The Ontario Blue Jays Travers squad, one that finished atop the 16U regular-season standings with a 28-3 record, took down the Toronto Mets Orange squad 6-3 at Bond Park in North York to capture the division after continuing its strong run through the circuit’s playoffs.

“This was probably the best group of competitors that I’ve ever had, one through 19, they just competed every day,” said Sean Travers, the director of player development for the OBJ program and head coach of the championship 16U squad. “Everybody just contributed. It was a team based around starters.

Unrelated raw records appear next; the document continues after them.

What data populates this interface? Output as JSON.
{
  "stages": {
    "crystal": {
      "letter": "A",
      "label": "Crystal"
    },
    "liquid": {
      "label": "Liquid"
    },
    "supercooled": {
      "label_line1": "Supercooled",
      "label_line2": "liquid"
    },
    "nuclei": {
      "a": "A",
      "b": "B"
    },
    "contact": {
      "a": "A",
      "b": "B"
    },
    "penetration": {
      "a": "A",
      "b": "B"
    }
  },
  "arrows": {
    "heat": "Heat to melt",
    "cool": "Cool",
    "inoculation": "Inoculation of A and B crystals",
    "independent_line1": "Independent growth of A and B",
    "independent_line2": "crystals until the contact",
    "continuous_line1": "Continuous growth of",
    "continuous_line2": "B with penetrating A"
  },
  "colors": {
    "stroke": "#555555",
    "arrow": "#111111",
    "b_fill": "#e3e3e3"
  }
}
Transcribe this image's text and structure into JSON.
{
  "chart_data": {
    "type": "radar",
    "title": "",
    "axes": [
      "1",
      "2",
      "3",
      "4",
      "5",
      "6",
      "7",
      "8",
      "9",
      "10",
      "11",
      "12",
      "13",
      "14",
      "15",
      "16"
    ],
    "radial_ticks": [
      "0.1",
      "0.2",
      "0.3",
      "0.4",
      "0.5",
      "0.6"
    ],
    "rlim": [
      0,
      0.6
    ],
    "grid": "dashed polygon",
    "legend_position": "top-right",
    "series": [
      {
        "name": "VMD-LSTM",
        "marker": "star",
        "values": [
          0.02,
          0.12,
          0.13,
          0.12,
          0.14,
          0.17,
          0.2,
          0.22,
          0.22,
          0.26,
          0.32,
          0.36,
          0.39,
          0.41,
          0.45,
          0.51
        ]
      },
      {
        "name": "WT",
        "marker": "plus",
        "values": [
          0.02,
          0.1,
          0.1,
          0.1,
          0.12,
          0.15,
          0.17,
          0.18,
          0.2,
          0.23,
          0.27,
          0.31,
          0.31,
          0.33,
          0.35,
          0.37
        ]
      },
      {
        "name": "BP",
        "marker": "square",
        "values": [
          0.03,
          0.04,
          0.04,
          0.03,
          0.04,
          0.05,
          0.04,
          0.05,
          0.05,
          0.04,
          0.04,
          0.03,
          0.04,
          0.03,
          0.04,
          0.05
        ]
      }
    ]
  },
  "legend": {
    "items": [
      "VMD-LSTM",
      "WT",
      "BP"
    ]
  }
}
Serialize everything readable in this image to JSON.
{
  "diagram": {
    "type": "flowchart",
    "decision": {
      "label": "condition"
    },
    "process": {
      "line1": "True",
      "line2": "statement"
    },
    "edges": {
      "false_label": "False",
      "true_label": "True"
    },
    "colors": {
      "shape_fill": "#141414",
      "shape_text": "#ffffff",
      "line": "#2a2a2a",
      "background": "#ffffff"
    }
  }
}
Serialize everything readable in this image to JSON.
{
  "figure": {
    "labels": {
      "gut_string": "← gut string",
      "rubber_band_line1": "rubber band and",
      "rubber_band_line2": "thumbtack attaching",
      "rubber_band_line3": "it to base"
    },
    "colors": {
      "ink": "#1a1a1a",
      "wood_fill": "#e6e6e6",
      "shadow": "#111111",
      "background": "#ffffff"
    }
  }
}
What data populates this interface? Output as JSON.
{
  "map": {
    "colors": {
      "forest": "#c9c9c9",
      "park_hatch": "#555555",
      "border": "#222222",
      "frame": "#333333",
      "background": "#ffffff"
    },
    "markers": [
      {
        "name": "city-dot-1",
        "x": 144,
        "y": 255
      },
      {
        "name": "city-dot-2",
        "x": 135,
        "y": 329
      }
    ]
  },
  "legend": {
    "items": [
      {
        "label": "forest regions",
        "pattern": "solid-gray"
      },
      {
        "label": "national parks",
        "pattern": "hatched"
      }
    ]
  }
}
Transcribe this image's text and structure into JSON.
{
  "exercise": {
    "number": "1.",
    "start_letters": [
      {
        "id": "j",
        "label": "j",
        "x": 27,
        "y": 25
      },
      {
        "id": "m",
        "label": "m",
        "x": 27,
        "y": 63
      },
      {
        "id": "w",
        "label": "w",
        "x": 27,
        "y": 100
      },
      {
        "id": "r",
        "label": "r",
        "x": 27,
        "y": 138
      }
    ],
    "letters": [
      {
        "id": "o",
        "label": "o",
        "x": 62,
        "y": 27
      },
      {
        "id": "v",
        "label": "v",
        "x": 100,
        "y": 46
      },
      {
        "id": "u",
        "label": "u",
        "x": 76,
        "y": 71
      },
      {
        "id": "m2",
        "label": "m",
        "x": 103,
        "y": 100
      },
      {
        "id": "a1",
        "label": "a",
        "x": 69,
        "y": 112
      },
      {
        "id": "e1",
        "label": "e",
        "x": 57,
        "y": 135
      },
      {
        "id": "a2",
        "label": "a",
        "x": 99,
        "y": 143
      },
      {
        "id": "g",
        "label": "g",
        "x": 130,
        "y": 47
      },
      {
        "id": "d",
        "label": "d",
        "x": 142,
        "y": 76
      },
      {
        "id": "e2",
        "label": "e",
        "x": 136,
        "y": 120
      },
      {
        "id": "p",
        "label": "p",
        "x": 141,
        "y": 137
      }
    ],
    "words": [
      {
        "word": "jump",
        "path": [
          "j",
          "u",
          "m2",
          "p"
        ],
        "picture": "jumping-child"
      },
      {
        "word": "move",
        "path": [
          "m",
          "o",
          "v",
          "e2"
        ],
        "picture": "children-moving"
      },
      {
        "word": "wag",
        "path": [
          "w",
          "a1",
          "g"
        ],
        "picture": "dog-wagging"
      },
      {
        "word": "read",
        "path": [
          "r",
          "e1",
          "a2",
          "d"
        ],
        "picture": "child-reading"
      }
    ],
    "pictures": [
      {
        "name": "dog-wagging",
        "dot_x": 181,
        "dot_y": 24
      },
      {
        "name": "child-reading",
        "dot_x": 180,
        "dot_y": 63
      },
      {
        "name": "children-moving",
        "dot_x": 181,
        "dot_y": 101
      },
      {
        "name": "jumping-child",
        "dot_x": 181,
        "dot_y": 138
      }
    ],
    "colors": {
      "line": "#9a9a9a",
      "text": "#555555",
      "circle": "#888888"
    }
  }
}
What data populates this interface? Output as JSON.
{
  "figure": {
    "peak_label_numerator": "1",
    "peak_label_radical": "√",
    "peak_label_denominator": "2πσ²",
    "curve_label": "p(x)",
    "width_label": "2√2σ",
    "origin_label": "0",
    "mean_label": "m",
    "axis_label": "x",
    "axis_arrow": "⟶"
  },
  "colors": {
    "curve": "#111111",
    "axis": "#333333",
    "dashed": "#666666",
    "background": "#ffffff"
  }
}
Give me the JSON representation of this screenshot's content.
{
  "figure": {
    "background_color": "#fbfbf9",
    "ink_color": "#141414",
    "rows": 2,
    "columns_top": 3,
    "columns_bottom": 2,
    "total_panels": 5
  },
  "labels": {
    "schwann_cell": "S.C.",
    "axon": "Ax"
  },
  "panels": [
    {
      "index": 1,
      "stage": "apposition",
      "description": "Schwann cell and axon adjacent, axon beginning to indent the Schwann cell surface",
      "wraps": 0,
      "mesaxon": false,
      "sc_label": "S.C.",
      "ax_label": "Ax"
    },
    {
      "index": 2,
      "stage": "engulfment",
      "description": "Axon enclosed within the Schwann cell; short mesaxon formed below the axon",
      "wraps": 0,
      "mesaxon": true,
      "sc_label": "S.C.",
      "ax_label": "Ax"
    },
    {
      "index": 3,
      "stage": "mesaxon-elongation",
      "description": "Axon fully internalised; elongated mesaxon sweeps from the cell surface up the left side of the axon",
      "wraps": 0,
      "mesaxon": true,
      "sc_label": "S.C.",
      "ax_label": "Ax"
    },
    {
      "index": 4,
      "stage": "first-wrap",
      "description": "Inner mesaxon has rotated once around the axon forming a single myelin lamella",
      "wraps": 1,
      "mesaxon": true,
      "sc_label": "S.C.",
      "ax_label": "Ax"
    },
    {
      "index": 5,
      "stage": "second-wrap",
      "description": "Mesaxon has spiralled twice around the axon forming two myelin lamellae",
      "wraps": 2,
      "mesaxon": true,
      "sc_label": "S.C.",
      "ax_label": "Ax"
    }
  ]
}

All 19 guys contributed and all 19 guys fought the entire game.”

During a season in which Travers saw his team go from being “guys who played baseball to baseball players,” he found that the way they clawed back in a tough final matchup against the Mets – who finished the regular season with a 17-11 record – was a fitting end to how they played their entire summer.

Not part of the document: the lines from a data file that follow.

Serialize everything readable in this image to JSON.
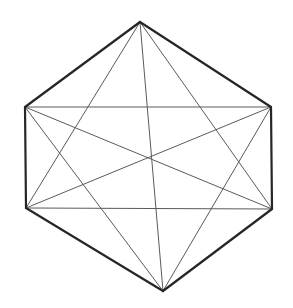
{
  "figure": {
    "type": "line-drawing",
    "canvas": {
      "width": 293,
      "height": 308,
      "background": "#ffffff"
    },
    "style": {
      "hull_stroke_color": "#262626",
      "hull_stroke_width": 2.2,
      "inner_stroke_color": "#5a5a5a",
      "inner_stroke_width": 1.0
    },
    "vertices": [
      {
        "id": "top-apex",
        "label": "A",
        "x": 140,
        "y": 22
      },
      {
        "id": "upper-left",
        "label": "B",
        "x": 25,
        "y": 107
      },
      {
        "id": "upper-right",
        "label": "C",
        "x": 271,
        "y": 107
      },
      {
        "id": "lower-left",
        "label": "D",
        "x": 26,
        "y": 208
      },
      {
        "id": "lower-right",
        "label": "E",
        "x": 272,
        "y": 209
      },
      {
        "id": "bottom-apex",
        "label": "F",
        "x": 163,
        "y": 291
      }
    ],
    "hull_edges": [
      {
        "id": "edge-top-left",
        "from": "top-apex",
        "to": "upper-left"
      },
      {
        "id": "edge-top-right",
        "from": "top-apex",
        "to": "upper-right"
      },
      {
        "id": "edge-left-side",
        "from": "upper-left",
        "to": "lower-left"
      },
      {
        "id": "edge-right-side",
        "from": "upper-right",
        "to": "lower-right"
      },
      {
        "id": "edge-bottom-left",
        "from": "lower-left",
        "to": "bottom-apex"
      },
      {
        "id": "edge-bottom-right",
        "from": "lower-right",
        "to": "bottom-apex"
      }
    ],
    "inner_edges": [
      {
        "id": "inner-top-horizontal",
        "from": "upper-left",
        "to": "upper-right"
      },
      {
        "id": "inner-bottom-horizontal",
        "from": "lower-left",
        "to": "lower-right"
      },
      {
        "id": "inner-diag-ul-lr",
        "from": "upper-left",
        "to": "lower-right"
      },
      {
        "id": "inner-diag-ur-ll",
        "from": "upper-right",
        "to": "lower-left"
      },
      {
        "id": "inner-apex-ll",
        "from": "top-apex",
        "to": "lower-left"
      },
      {
        "id": "inner-apex-lr",
        "from": "top-apex",
        "to": "lower-right"
      },
      {
        "id": "inner-apex-bottom",
        "from": "top-apex",
        "to": "bottom-apex"
      },
      {
        "id": "inner-bottom-ul",
        "from": "bottom-apex",
        "to": "upper-left"
      },
      {
        "id": "inner-bottom-ur",
        "from": "bottom-apex",
        "to": "upper-right"
      }
    ],
    "intersections": [
      {
        "id": "center-crossing",
        "x": 152,
        "y": 157
      }
    ]
  }
}
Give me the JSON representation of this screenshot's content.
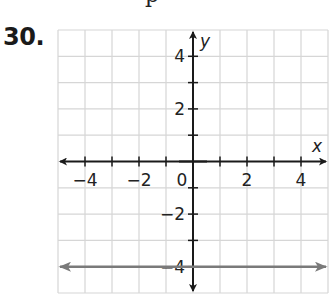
{
  "problem": {
    "number": "30.",
    "cropped_heading_glyph": "p"
  },
  "chart_data": {
    "type": "line",
    "title": "",
    "xlabel": "x",
    "ylabel": "y",
    "xlim": [
      -5,
      5
    ],
    "ylim": [
      -5,
      5
    ],
    "grid": true,
    "grid_step": 1,
    "x_ticks": [
      -4,
      -2,
      0,
      2,
      4
    ],
    "y_ticks": [
      -4,
      -2,
      2,
      4
    ],
    "tick_labels": {
      "x": [
        "−4",
        "−2",
        "0",
        "2",
        "4"
      ],
      "y": [
        "4",
        "2",
        "−2",
        "−4"
      ]
    },
    "series": [
      {
        "name": "horizontal line",
        "equation": "y = -4",
        "x": [
          -5,
          5
        ],
        "y": [
          -4,
          -4
        ],
        "color": "#7a7a7a",
        "arrows": "both"
      }
    ],
    "colors": {
      "grid": "#d6d6d6",
      "axes": "#1a1a1a",
      "line": "#7a7a7a"
    }
  }
}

“It was their absolute fight that made me most proud,” Travers said. “They never gave up. For the first two weeks of our road trip, we only had 16 players, so guys were playing all the time and nobody ever quit the entire year, and then the final game was kind of like a summary of our whole season.

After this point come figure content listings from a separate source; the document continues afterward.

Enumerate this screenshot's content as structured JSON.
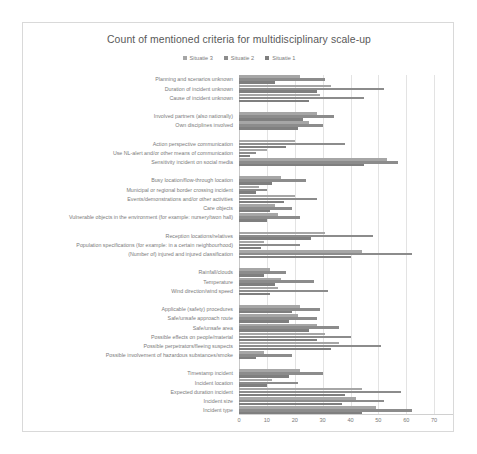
{
  "chart_data": {
    "type": "bar",
    "orientation": "horizontal",
    "title": "Count of mentioned criteria for multidisciplinary scale-up",
    "xlabel": "",
    "ylabel": "",
    "xlim": [
      0,
      80
    ],
    "xticks": [
      0,
      10,
      20,
      30,
      40,
      50,
      60,
      70,
      80
    ],
    "grid": true,
    "legend_position": "top-center",
    "legend": [
      "Situatie 3",
      "Situatie 2",
      "Situatie 1"
    ],
    "series": [
      {
        "name": "Situatie 3",
        "color": "#a6a6a6",
        "values": [
          22,
          33,
          29,
          0,
          28,
          0,
          20,
          10,
          53,
          0,
          15,
          7,
          20,
          13,
          0,
          31,
          9,
          44,
          0,
          11,
          15,
          0,
          14,
          22,
          0,
          21,
          28,
          31,
          36,
          9,
          22,
          0,
          12,
          44,
          42,
          49,
          44
        ]
      },
      {
        "name": "Situatie 2",
        "color": "#8c8c8c",
        "values": [
          31,
          52,
          45,
          0,
          34,
          0,
          38,
          6,
          57,
          0,
          24,
          10,
          28,
          19,
          0,
          48,
          22,
          62,
          0,
          17,
          27,
          0,
          20,
          29,
          0,
          28,
          36,
          40,
          51,
          19,
          30,
          0,
          21,
          58,
          52,
          62,
          52
        ]
      },
      {
        "name": "Situatie 1",
        "color": "#7f7f7f",
        "values": [
          13,
          28,
          25,
          0,
          23,
          0,
          17,
          4,
          45,
          0,
          12,
          6,
          16,
          11,
          0,
          26,
          8,
          40,
          0,
          9,
          13,
          0,
          11,
          19,
          0,
          18,
          25,
          28,
          33,
          6,
          18,
          0,
          10,
          38,
          37,
          44,
          40
        ]
      }
    ],
    "categories": [
      "Planning and scenarios unknown",
      "Duration of incident unknown",
      "Cause of incident unknown",
      "",
      "Involved partners (also nationally)",
      "Own disciplines involved",
      "",
      "Action perspective communication",
      "Use NL-alert and/or other means of communication",
      "Sensitivity incident on social media",
      "",
      "Busy location/flow-through location",
      "Municipal or regional border crossing incident",
      "Events/demonstrations and/or other activities",
      "Care objects",
      "Vulnerable objects in the environment (for example: nursery/twon hall)",
      "",
      "Reception locations/relatives",
      "Population specifications (for example: in a certain neighbourhood)",
      "(Number of) injured and injured classification",
      "",
      "Rainfall/clouds",
      "Temperature",
      "Wind direction/wind speed",
      "",
      "Applicable (safety) procedures",
      "Safe/unsafe approach route",
      "Safe/unsafe area",
      "Possible effects on people/material",
      "Possible perpetrators/fleeing suspects",
      "Possible involvement of hazardous substances/smoke",
      "",
      "Timestamp incident",
      "Incident location",
      "Expected duration incident",
      "Incident size",
      "Incident type"
    ],
    "rows": [
      {
        "label": "Planning and scenarios unknown",
        "s3": 22,
        "s2": 31,
        "s1": 13
      },
      {
        "label": "Duration of incident unknown",
        "s3": 33,
        "s2": 52,
        "s1": 28
      },
      {
        "label": "Cause of incident unknown",
        "s3": 29,
        "s2": 45,
        "s1": 25
      },
      {
        "label": "",
        "s3": 0,
        "s2": 0,
        "s1": 0
      },
      {
        "label": "Involved partners (also nationally)",
        "s3": 28,
        "s2": 34,
        "s1": 23
      },
      {
        "label": "Own disciplines involved",
        "s3": 25,
        "s2": 30,
        "s1": 21
      },
      {
        "label": "",
        "s3": 0,
        "s2": 0,
        "s1": 0
      },
      {
        "label": "Action perspective communication",
        "s3": 20,
        "s2": 38,
        "s1": 17
      },
      {
        "label": "Use NL-alert and/or other means of communication",
        "s3": 10,
        "s2": 6,
        "s1": 4
      },
      {
        "label": "Sensitivity incident on social media",
        "s3": 53,
        "s2": 57,
        "s1": 45
      },
      {
        "label": "",
        "s3": 0,
        "s2": 0,
        "s1": 0
      },
      {
        "label": "Busy location/flow-through location",
        "s3": 15,
        "s2": 24,
        "s1": 12
      },
      {
        "label": "Municipal or regional border crossing incident",
        "s3": 7,
        "s2": 10,
        "s1": 6
      },
      {
        "label": "Events/demonstrations and/or other activities",
        "s3": 20,
        "s2": 28,
        "s1": 16
      },
      {
        "label": "Care objects",
        "s3": 13,
        "s2": 19,
        "s1": 11
      },
      {
        "label": "Vulnerable objects in the environment (for example: nursery/twon hall)",
        "s3": 14,
        "s2": 22,
        "s1": 10
      },
      {
        "label": "",
        "s3": 0,
        "s2": 0,
        "s1": 0
      },
      {
        "label": "Reception locations/relatives",
        "s3": 31,
        "s2": 48,
        "s1": 26
      },
      {
        "label": "Population specifications (for example: in a certain neighbourhood)",
        "s3": 9,
        "s2": 22,
        "s1": 8
      },
      {
        "label": "(Number of) injured and injured classification",
        "s3": 44,
        "s2": 62,
        "s1": 40
      },
      {
        "label": "",
        "s3": 0,
        "s2": 0,
        "s1": 0
      },
      {
        "label": "Rainfall/clouds",
        "s3": 11,
        "s2": 17,
        "s1": 9
      },
      {
        "label": "Temperature",
        "s3": 15,
        "s2": 27,
        "s1": 13
      },
      {
        "label": "Wind direction/wind speed",
        "s3": 14,
        "s2": 32,
        "s1": 11
      },
      {
        "label": "",
        "s3": 0,
        "s2": 0,
        "s1": 0
      },
      {
        "label": "Applicable (safety) procedures",
        "s3": 22,
        "s2": 29,
        "s1": 19
      },
      {
        "label": "Safe/unsafe approach route",
        "s3": 21,
        "s2": 28,
        "s1": 18
      },
      {
        "label": "Safe/unsafe area",
        "s3": 28,
        "s2": 36,
        "s1": 25
      },
      {
        "label": "Possible effects on people/material",
        "s3": 31,
        "s2": 40,
        "s1": 28
      },
      {
        "label": "Possible perpetrators/fleeing suspects",
        "s3": 36,
        "s2": 51,
        "s1": 33
      },
      {
        "label": "Possible involvement of hazardous substances/smoke",
        "s3": 9,
        "s2": 19,
        "s1": 6
      },
      {
        "label": "",
        "s3": 0,
        "s2": 0,
        "s1": 0
      },
      {
        "label": "Timestamp incident",
        "s3": 22,
        "s2": 30,
        "s1": 18
      },
      {
        "label": "Incident location",
        "s3": 12,
        "s2": 21,
        "s1": 10
      },
      {
        "label": "Expected duration incident",
        "s3": 44,
        "s2": 58,
        "s1": 38
      },
      {
        "label": "Incident size",
        "s3": 42,
        "s2": 52,
        "s1": 37
      },
      {
        "label": "Incident type",
        "s3": 49,
        "s2": 62,
        "s1": 44
      }
    ]
  }
}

“We got down three to [Mets hurler, Canadian Junior National Team member and Pickering native] Landon Leach and against 16-year-olds, three runs for Landon Leach should be enough, but our guys kept fighting and fighting and fighting. They got back in the game, the little guys got on…the big guys drove them in, and that’s the way all good teams at any levels are.”

With an incredibly well-rounded lineup and staff, including Leach’s Team Canada teammate and Torontonian Harley Gollert, who threw a complete game for the OBJ squad in the win, Travers had tough decisions to make all season long, trying to get everyone out on the field as much as possible.

“As a coach, it makes it harder,” he said. “There are 13 guys who should be in that starting lineup every day. As a coach, when you can go with the hot hand it’s easy, when you just have those eight guys to choose from. But there are 12 or 13 guys every day who deserved to be in that lineup, so it makes my job hard and that’s the way I like it.”

Finishing atop the ladder in both the regular season and in post-season play in the CPBL, Travers is excited about what the new league brought to the table in its inaugural year, and is looking forward to much more as it continues its progression.

“Our record was pretty outstanding,” Travers said. “I thought the league was really good, especially in its first year. We only got to play the Great Lake Canadians four times, so playing the teams that we regularly play, I really like the fact that we actually got to compete for something in the end.

“I thought the league had an awesome first year, and there are definitely improvements we can make going forward to make this league even better. The league is already better than what we came from, but next year and the year after we’ll just keep getting better. There are baseball guys leading it and I would think they’ll make good baseball decisions.”

Seeing the OBJ Steed squad come out on top of the league at the 18U level on Sunday and completing a clean sweep for the program at both of the highest divisions made the win even better for Travers, who couldn’t be happier for the success of the CPBL and the program.

“It’s a testament to all the players and all the families, and how much work the coaches put in,” Travers said. “This is not by accident. The coaches, the families, the players all put in an incredible effort and make incredible sacrifices, and to win them is kind of the reward for that.”